Washington, D.C. (April 6, 2004) – Two Dana Corp. employees today filed federal charges challenging an unlawful provision within the master agreement between the “Big Three” auto makers (General Motors, Daimler Chrysler, and Ford) and the United Auto Workers (UAW) union that pressures “tier one” suppliers to help forcibly unionize employees.
The charges attack an increasingly common “top-down” organizing tactic that is used to short-circuit traditional grassroots-driven union organizing drives and bypass the less-abusive secret ballot election process. The workers allege that the UAW union’s “good corporate citizen policy” and other contract clauses are, in effect, an illegal “secondary boycott” provision that requires “Big Three” parts suppliers to assist union organizers or lose their significant sales contracts.
With free legal aid from attorneys with the National Right to Work Legal Defense Foundation, Dana Corp. workers Gary Smeltzer and Joseph Montague filed the charges with the National Labor Relations Board (NLRB) against the UAW union. Smeltzer and Montague, employees at Dana Corp.’s St. Johns, Michigan, plant currently face a UAW union organizing drive precipitated by the national agreement.
Facing pressure from the “Big Three” and the “good corporate citizen policy,” Dana signed a so-called “neutrality agreement” with the UAW. The agreement requires the company to deny employees an opportunity to vote in a traditional secret ballot election, gives union organizers employees’ private information including home addresses, and subjects employees to a highly coercive card-check recognition process which includes “home visits” and other intimidation of employees into signing the cards. (If a majority of the employees are successfully pressured to sign the cards, the union hierarchy is granted “exclusive representation” power and the employees are ultimately forced to pay union dues as a condition of employment.)
“The UAW union’s so-called ‘good corporate citizen policy’ is nothing more than a coded statement that if you do not grease the skids for unionization at your company, you will lose your business with the Big Three,” said Stefan Gleason, Vice President of the National Right to Work Foundation. “Since employees are increasingly less likely to opt in favor of unionization when actually given a chance to vote their consciences, union organizers have resorted to harassment, bullying, and other tactics.”
The NLRB’s regional director will investigate the employees’ unfair labor practice charges and decide whether to issue a formal complaint.
The National Right to Work Legal Defense Foundation is a nonprofit, charitable organization providing free legal aid to employees whose human or civil rights have been violated by compulsory unionism abuses. The Foundation, which can be contacted toll-free at 1-800-336-3600, assists thousands of employees in about 200 cases nationwide per year.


■ WHAT TO WORK ON ■
How many lines in these records hold the string "Sputnik"? State only that number.

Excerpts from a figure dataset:
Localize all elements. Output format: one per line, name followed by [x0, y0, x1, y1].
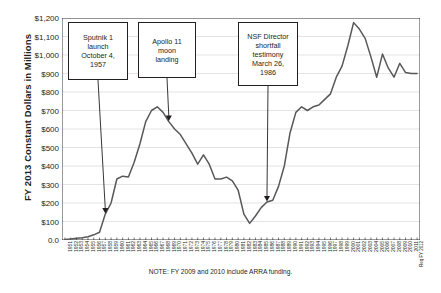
chart-footnote: NOTE: FY 2009 and 2010 include ARRA fund…: [0, 268, 441, 275]
annotation-line: shortfall: [255, 41, 280, 50]
annotation-line: launch: [87, 42, 108, 51]
x-axis-tick-labels: 1951195219531954195519561957195819591960…: [62, 241, 420, 271]
annotation-line: landing: [155, 55, 178, 64]
x-tick-label: 1995: [321, 241, 327, 252]
annotation-line: March 26,: [252, 59, 284, 68]
y-tick-label: $700: [41, 106, 59, 115]
y-tick-label: $1,200: [35, 14, 59, 23]
y-tick-label: $500: [41, 143, 59, 152]
y-tick-label: $600: [41, 125, 59, 134]
x-tick-label: Req FY 2012: [419, 241, 424, 267]
x-tick-label: 1951: [67, 241, 73, 252]
nsf-funding-line-chart: FY 2013 Constant Dollars in Millions $1,…: [0, 0, 441, 293]
annotation-box-apollo: Apollo 11moonlanding: [138, 22, 196, 78]
annotation-line: Sputnik 1: [83, 33, 113, 42]
y-tick-label: $200: [41, 199, 59, 208]
y-tick-label: 0.0: [48, 236, 59, 245]
y-tick-label: $900: [41, 69, 59, 78]
x-tick-label: 2008: [396, 241, 402, 252]
annotation-line: October 4,: [81, 51, 115, 60]
annotation-line: Apollo 11: [152, 37, 181, 46]
x-tick-label: 1955: [90, 241, 96, 252]
x-tick-label: 1960: [119, 241, 125, 252]
annotation-line: 1986: [260, 68, 276, 77]
annotation-line: 1957: [90, 60, 106, 69]
y-tick-label: $300: [41, 180, 59, 189]
x-tick-label: 1991: [298, 241, 304, 252]
x-tick-label: 1977: [217, 241, 223, 252]
annotation-box-sputnik: Sputnik 1launchOctober 4,1957: [68, 22, 128, 80]
x-tick-label: 1982: [246, 241, 252, 252]
x-tick-label: 1964: [142, 241, 148, 252]
annotation-line: testimony: [253, 50, 284, 59]
annotation-box-nsf-testimony: NSF DirectorshortfalltestimonyMarch 26,1…: [238, 22, 298, 86]
y-tick-label: $1,100: [35, 32, 59, 41]
x-tick-label: 1973: [194, 241, 200, 252]
x-tick-label: 2004: [373, 241, 379, 252]
x-tick-label: 1986: [269, 241, 275, 252]
annotation-line: NSF Director: [247, 32, 289, 41]
y-axis-tick-labels: $1,200$1,100$1,000$900$800$700$600$500$4…: [0, 18, 59, 240]
y-tick-label: $1,000: [35, 51, 59, 60]
y-tick-label: $400: [41, 162, 59, 171]
y-tick-label: $800: [41, 88, 59, 97]
y-tick-label: $100: [41, 217, 59, 226]
annotation-line: moon: [158, 46, 176, 55]
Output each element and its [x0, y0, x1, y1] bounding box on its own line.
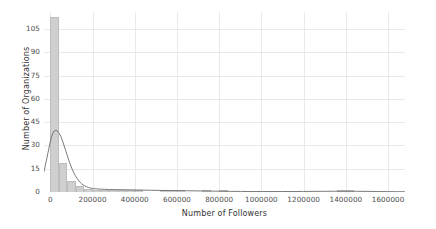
- histogram-bar: [177, 190, 185, 192]
- x-tick-label: 400000: [121, 196, 149, 203]
- gridline-horizontal-1: [44, 169, 405, 170]
- gridline-horizontal-6: [44, 52, 405, 53]
- y-axis-label: Number of Organizations: [22, 9, 31, 189]
- histogram-bar: [126, 190, 134, 192]
- gridline-horizontal-2: [44, 145, 405, 146]
- gridline-vertical-1: [93, 12, 94, 192]
- histogram-bar: [76, 186, 84, 192]
- histogram-bar: [101, 190, 109, 192]
- histogram-bar: [93, 190, 101, 192]
- plot-area: [44, 12, 405, 192]
- histogram-bar: [118, 190, 126, 192]
- gridline-vertical-4: [219, 12, 220, 192]
- histogram-bar: [67, 181, 75, 192]
- x-tick-label: 600000: [163, 196, 191, 203]
- gridline-vertical-2: [135, 12, 136, 192]
- gridline-vertical-5: [261, 12, 262, 192]
- histogram-bar: [135, 190, 143, 192]
- gridline-horizontal-3: [44, 122, 405, 123]
- gridline-horizontal-4: [44, 99, 405, 100]
- x-tick-label: 1200000: [287, 196, 320, 203]
- x-axis-label: Number of Followers: [44, 209, 405, 218]
- histogram-figure: 0153045607590105 02000004000006000008000…: [0, 0, 436, 229]
- histogram-bar: [337, 190, 345, 192]
- x-tick-label: 200000: [79, 196, 107, 203]
- gridline-vertical-7: [346, 12, 347, 192]
- histogram-bar: [346, 190, 354, 192]
- gridline-vertical-3: [177, 12, 178, 192]
- histogram-bar: [84, 189, 92, 192]
- histogram-bar: [59, 163, 67, 192]
- histogram-bar: [160, 190, 168, 192]
- x-axis-ticks: 0200000400000600000800000100000012000001…: [44, 196, 405, 208]
- x-tick-label: 800000: [205, 196, 233, 203]
- y-tick-label: 0: [2, 188, 40, 195]
- gridline-vertical-8: [388, 12, 389, 192]
- x-tick-label: 1000000: [245, 196, 278, 203]
- x-tick-label: 0: [48, 196, 53, 203]
- histogram-bar: [109, 190, 117, 192]
- gridline-horizontal-7: [44, 29, 405, 30]
- histogram-bar: [202, 190, 210, 192]
- gridline-horizontal-5: [44, 76, 405, 77]
- histogram-bar: [50, 17, 58, 192]
- histogram-bar: [169, 190, 177, 192]
- histogram-bar: [219, 190, 227, 192]
- x-tick-label: 1600000: [372, 196, 405, 203]
- x-tick-label: 1400000: [330, 196, 363, 203]
- gridline-vertical-6: [304, 12, 305, 192]
- y-axis-ticks: 0153045607590105: [0, 12, 40, 192]
- kde-curve: [44, 12, 405, 192]
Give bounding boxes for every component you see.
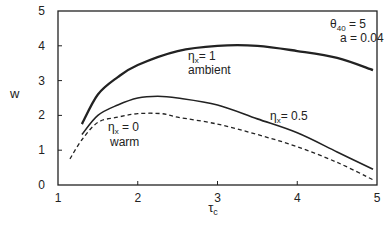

■ ANSWER BELOW ■
2